White man discovers Arab Orwell

London Times columnist (and Tory MP) Michael Gove waxes lyrical about Alaa al-Aswany’s Yacoubian Building, comparing him to Orwell making a parallel between the Soviet Union in the 1980s and the Arab world today:

The tragedy of Arab life haunts many hearts but has remained, apparently, insoluble. For those counted wise in the West the state of the Arab world now is like the existence of the Soviet Union in the Eighties — a durable fact that one has to learn to accept. The idea that democracy, or anything like it, can take root in the arid soil of the Middle East is a mirage — and pursuing it will end only in misery, as Iraq’s tragedy is proving.

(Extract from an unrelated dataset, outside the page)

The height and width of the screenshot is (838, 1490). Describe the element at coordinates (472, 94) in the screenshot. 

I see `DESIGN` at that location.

But now new voices are challenging that assumption. A work has recently been produced that lays bare the ugliness of contemporary Egyptian society — the staggering level of business corruption, the ruthlessness with which political power is manipulated by the elites to consolidate their own position, the sexual hypocrisy which stifles genuine freedom and deprives women of basic rights, the crushing of individual initiative and ambition by cronyism and the rise in extremism fuelled directly by the regime’s own flagrant defiance of the common good.

The work is not a polemic for a neo-con think-tank but a novel, The Yacoubian Building, by the Egyptian writer Alaa al-Aswany. What makes it remarkable as a work of fiction is the manner in which al-Aswany combines his devastating hatchet job on the current Egyptian regime with a touching and humane narrative that engages the reader as charmingly as Armistead Maupin or Alexander McCall Smith.

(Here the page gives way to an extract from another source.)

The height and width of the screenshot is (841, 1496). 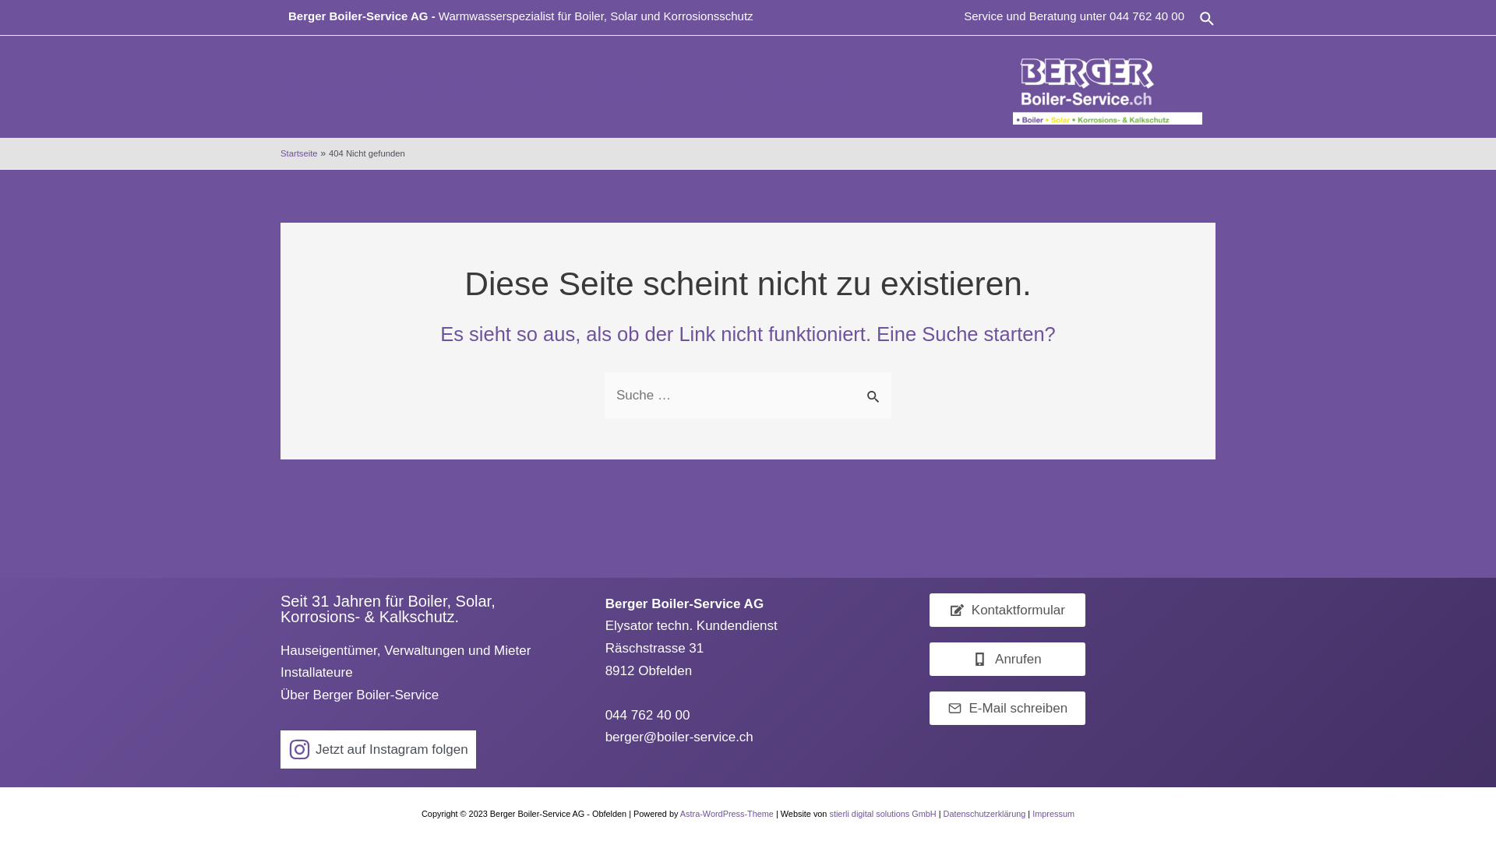 What do you see at coordinates (874, 388) in the screenshot?
I see `Suche` at bounding box center [874, 388].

In other news, white man discovers social critique in Arab literature. Wait until he finds out about Sonallah Ibrahim!

[Thanks, S.]

0 thoughts on “White man discovers Arab Orwell”

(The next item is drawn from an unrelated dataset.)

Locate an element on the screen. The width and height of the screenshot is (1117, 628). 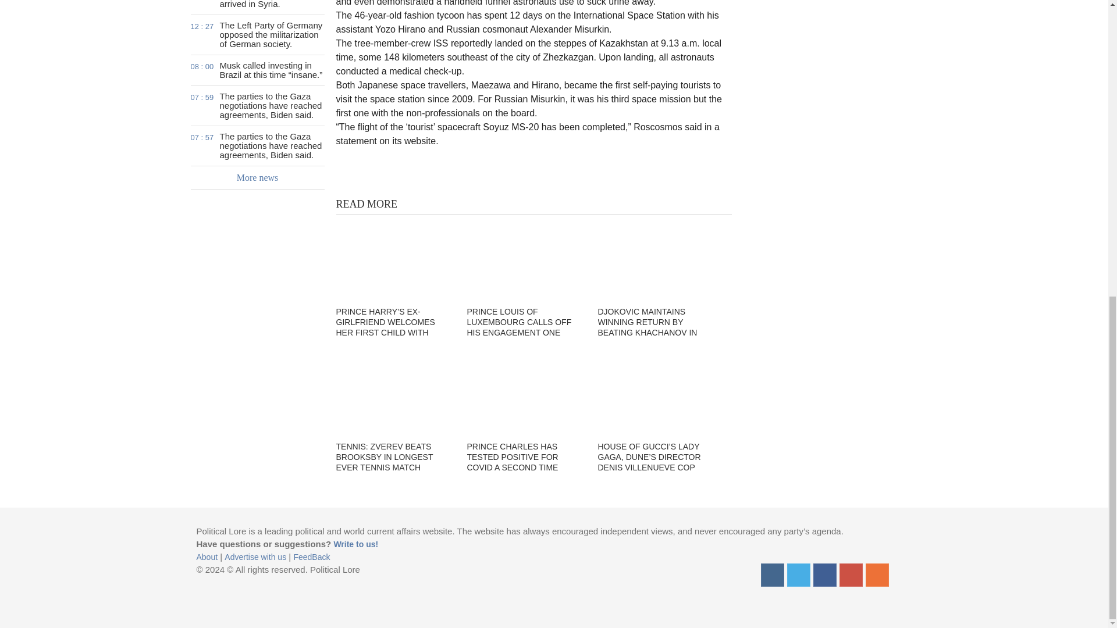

  1. That’s a disgraceful way to introduce a piece by someone who was writing for a western audience with little knowledge of Arab culture, and suggesting that there really aren’t such big differences between people of different races and traditions. As a result of reading Gove’s piece, at least some people will be buying and reading al-Aswany’s book who would not otherwise have done so.

  2. I had a good snicker at the earnestness and cluelessness of it all. But if it creates more awareness about political repression and corruption in Egypt, Clueless Whitey ain’t so bad. It’s nice in a way to get the neocon/Cold War rhetoric to work in favour of pro-democracy forces in Egypt, rather than in favour of some imagined last liberal hold-outs against the Islamist hordes.

  3. all of which ignores the fact that it isn’t a very good book. and, peter risdon, the point is not so much that it was written “for a western audience with little knowledge of Arab culture” as gove’s own ignorance (viz. his ridiculous excitement about the author’s daring–probably because of the heady mix of cartoonish gays and confused islamist youth–and daft literary comparisons). finally, there’s no need to read aswani to find out about “political repression and corruption in Egypt”. most people, however ignorant, would assume it to be the case and they’d be right.

    maybe it’s all for the best, but can anything so stupid (i.e. michael gove reads one iffy novel and is suddenly up to his waist in insight) actually be anything other than depressing?

  4. I agree with Peter. Most people in the West don’t give a whit about the Arab world and don’t consider (or care) whether there’s anyone who’s unhappy about the corruption and lack of social mobility and is made to suffer as a result.

    While Yaqoubian may be a work of schlock fiction — and “r” is right, it’s not a terribly good book — it is getting a lot of attention — it’s been released in the US by a mainstream publisher, and it’s even appeared on a few uni syllabi. It’s an accessible book about the Arab World that people are talking about, and for once it’s not written by Pipes or Spencer or someone of that ilk.

    Beggars can’t be choosers here: if it takes a piece of schlock fiction to get people in the West to see the Arab world as stratified and multi-dimensional, so be it. It may not be the ideal book to represent the Arab world — God knows I cringe at the thought of what the rest of the world is learning about the US from Baywatch and American Idol — but if you want to know what the average person thinks about the Arab world, start trolling the reader comments on Amazon (if your blood pressure can take it).

    Maybe once they’re done with Yaqoubian they’ll actually be inspired to pick up Sonallah Ibrahim or Abdelrahman Munif and read something “real.”

    In the meantime, I say take advantage of the conversation Yaqoubian has started and get ready to direct it somewhere more productive.

  5. I can’t wait for Gove to discover the “new Saudi chick lit”, full of sex, especially lesbianism and S&M.

  6. Give us Western Liberals a break here. It’s not easy calling attention to any progressive voices in the Arab world when the prevailing opinion among both the left and right –at least in my world of Chicago Illinois– is Arabs are a violent lot we should leave to butcher and oppress one another; and we’ll drive ethanol fueled cars using good midwestern grain.